Dr. Heaton & the computer (LJ 1/27)

Each week, the statistics department at BYU invites a guest speaker to give a presentation on sometimes statistical. This week's speaker was Dr. Matthew Heaton from the National Center for Atmosphere Research. His talk was titled "Multi-Fidelity, Spatio-temporal Computer Model Calibration using Predictive Processes." In every day lingo? Dr. Heaton gave a presentation directly related to my project.

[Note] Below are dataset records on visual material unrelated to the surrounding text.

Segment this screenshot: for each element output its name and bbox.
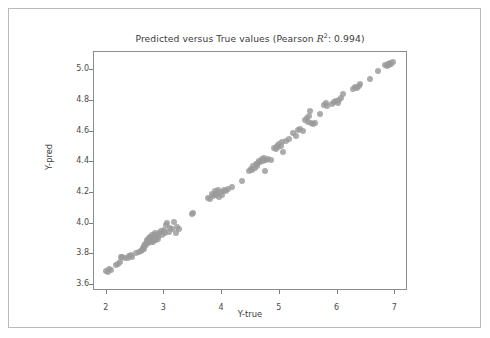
scatter-chart: Predicted versus True values (Pearson R2…	[0, 0, 490, 338]
x-tick-mark	[221, 290, 222, 294]
y-tick-label-wrap: 4.0	[60, 218, 89, 228]
y-tick-label: 4.6	[67, 126, 89, 135]
x-tick-mark	[106, 290, 107, 294]
x-axis-label: Y-true	[93, 309, 407, 319]
data-point	[312, 120, 318, 126]
data-point	[108, 267, 114, 273]
figure-page: Predicted versus True values (Pearson R2…	[0, 0, 490, 338]
data-point	[367, 76, 373, 82]
y-tick-label: 4.0	[67, 218, 89, 227]
data-point	[340, 91, 346, 97]
y-tick-label-wrap: 3.6	[60, 279, 89, 289]
x-tick-mark	[394, 290, 395, 294]
r-symbol: R	[317, 33, 324, 44]
data-point	[286, 136, 292, 142]
y-tick-label: 3.6	[67, 279, 89, 288]
data-points-layer	[93, 51, 407, 290]
chart-title-prefix: Predicted versus True values (Pearson	[135, 33, 316, 44]
x-tick-mark	[163, 290, 164, 294]
data-point	[293, 133, 299, 139]
x-tick-mark	[337, 290, 338, 294]
y-axis-label: Y-pred	[44, 144, 54, 170]
data-point	[317, 111, 323, 117]
y-tick-label: 4.8	[67, 95, 89, 104]
data-point	[306, 113, 312, 119]
data-point	[190, 210, 196, 216]
chart-title: Predicted versus True values (Pearson R2…	[93, 33, 407, 44]
y-tick-label-wrap: 4.6	[60, 126, 89, 136]
y-tick-label: 4.4	[67, 156, 89, 165]
y-tick-label-wrap: 5.0	[60, 64, 89, 74]
y-tick-label-wrap: 4.4	[60, 156, 89, 166]
y-tick-label: 3.8	[67, 248, 89, 257]
data-point	[262, 168, 268, 174]
data-point	[300, 128, 306, 134]
data-point	[229, 184, 235, 190]
data-point	[176, 226, 182, 232]
data-point	[357, 81, 363, 87]
data-point	[268, 157, 274, 163]
y-tick-label-wrap: 4.8	[60, 95, 89, 105]
y-tick-label: 4.2	[67, 187, 89, 196]
y-tick-label-wrap: 4.2	[60, 187, 89, 197]
data-point	[239, 178, 245, 184]
y-tick-label-wrap: 3.8	[60, 248, 89, 258]
data-point	[307, 108, 313, 114]
chart-title-suffix: : 0.994)	[328, 33, 365, 44]
y-tick-label: 5.0	[67, 64, 89, 73]
data-point	[280, 149, 286, 155]
x-tick-mark	[279, 290, 280, 294]
data-point	[390, 59, 396, 65]
data-point	[375, 68, 381, 74]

I'll admit; when I first heard from Dr. Reese (my mentor who got me in touch with Dr. Woods in Southampton) that Dr. Woods' research area was statistical computer design, I not only had no idea what he was talking about, but I also wasn't too excited. I wanted to work with DNA and RNA sequencing, not computer. In fact, I am not the biggest fan of computer programming. I just simply am not extremely talented at it. However, after listening to Dr. Heaton's talk, I understand more of what computer design entails. Moreover, I think it will be an interesting project--one I will not mind becoming my masters' project (see 25 questions).

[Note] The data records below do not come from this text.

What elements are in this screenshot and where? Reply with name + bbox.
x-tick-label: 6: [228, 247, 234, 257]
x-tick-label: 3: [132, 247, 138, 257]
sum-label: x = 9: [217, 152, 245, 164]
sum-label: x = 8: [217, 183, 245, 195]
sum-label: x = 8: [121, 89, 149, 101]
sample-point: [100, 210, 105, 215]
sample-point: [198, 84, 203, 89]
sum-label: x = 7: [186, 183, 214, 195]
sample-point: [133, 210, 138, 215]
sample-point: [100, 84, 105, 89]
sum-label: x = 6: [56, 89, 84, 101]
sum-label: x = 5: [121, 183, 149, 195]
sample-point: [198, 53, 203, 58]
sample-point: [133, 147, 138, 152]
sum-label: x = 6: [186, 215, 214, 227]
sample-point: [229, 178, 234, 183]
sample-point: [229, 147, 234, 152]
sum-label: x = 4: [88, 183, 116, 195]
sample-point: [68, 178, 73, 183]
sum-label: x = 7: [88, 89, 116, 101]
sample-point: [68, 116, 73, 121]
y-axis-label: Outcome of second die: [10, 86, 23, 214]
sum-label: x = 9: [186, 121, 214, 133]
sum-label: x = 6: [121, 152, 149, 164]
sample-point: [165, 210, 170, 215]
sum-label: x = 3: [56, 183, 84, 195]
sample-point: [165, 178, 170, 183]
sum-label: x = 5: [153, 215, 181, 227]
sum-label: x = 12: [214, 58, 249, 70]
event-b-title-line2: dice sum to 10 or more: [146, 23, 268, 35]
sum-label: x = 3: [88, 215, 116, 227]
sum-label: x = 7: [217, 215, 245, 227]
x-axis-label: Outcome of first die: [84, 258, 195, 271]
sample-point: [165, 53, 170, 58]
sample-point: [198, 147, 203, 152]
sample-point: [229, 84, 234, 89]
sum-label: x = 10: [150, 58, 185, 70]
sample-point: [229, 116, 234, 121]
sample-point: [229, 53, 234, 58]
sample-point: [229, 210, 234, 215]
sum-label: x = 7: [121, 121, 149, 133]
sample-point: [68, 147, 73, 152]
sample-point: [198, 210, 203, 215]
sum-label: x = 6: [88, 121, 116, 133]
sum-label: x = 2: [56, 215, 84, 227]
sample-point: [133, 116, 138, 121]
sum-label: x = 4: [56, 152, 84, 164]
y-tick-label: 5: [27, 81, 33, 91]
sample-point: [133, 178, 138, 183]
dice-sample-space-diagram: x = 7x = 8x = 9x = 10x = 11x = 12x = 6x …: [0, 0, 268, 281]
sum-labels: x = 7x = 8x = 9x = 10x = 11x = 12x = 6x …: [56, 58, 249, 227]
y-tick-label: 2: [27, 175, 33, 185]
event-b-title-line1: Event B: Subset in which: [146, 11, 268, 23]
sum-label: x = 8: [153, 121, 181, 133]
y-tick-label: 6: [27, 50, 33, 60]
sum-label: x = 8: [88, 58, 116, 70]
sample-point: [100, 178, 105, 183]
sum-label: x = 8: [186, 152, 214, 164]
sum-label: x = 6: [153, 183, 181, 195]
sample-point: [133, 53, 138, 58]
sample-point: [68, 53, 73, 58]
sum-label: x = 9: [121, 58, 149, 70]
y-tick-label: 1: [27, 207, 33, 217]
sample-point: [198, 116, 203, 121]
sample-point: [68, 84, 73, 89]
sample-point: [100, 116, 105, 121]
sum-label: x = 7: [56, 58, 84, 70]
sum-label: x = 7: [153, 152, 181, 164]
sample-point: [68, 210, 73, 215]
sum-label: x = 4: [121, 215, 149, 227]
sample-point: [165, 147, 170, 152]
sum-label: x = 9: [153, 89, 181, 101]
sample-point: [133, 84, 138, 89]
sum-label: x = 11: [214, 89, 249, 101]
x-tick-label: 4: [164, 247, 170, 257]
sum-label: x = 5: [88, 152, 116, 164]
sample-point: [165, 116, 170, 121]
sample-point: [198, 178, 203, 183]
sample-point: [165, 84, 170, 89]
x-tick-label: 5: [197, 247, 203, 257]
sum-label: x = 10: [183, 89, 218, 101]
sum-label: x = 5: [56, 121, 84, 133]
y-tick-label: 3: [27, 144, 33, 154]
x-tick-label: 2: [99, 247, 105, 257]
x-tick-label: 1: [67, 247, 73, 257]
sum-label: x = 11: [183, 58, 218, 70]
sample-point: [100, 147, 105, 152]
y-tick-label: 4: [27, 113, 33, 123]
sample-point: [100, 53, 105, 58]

Computer design is above and beyond experimental design. In some cases, it is impossible or impractical to obtain many data points. Sometimes you only have 10, but the system or model is vastly complicated. Case in point: Dr. Heaton was trying to model the effect solar storms have on the electrical grid. He has data from only one day. This is where the computer comes in. Using various mathematical equations (such as differential equations) and given inputs, the computer model is able to simulate data points to aid in helping predict whatever the end result is. However, this is only part of it. Next comes the stats. Running a complicated program can take an insane amount of time. Dr. Heaton got only 20 data points after running his program on a super computer for one month. Only 20. But, using statistics and mathematical reduction, he was able to compress the dimensionality problem. In one case, Dr. Heaton reduced a 2 billion by 2 billion matrix to a 5 by 5 and 4860 by 4860 matrix. Anyway, without getting bogged down in the muck of mathematics, computer design is not about computer programming; it is about dealing with small data sets and still being able to explain the bigger population. So, I will not be working with thousands of microarrays with DNA. Instead, I get to work with huge, complicated models like the atmosphere and global warming or a rare disease that only affects one in a million.

I realize this learning journal is probably very technical and boring, but by writing down what computer design is has helped me better comprehend the scope of my project.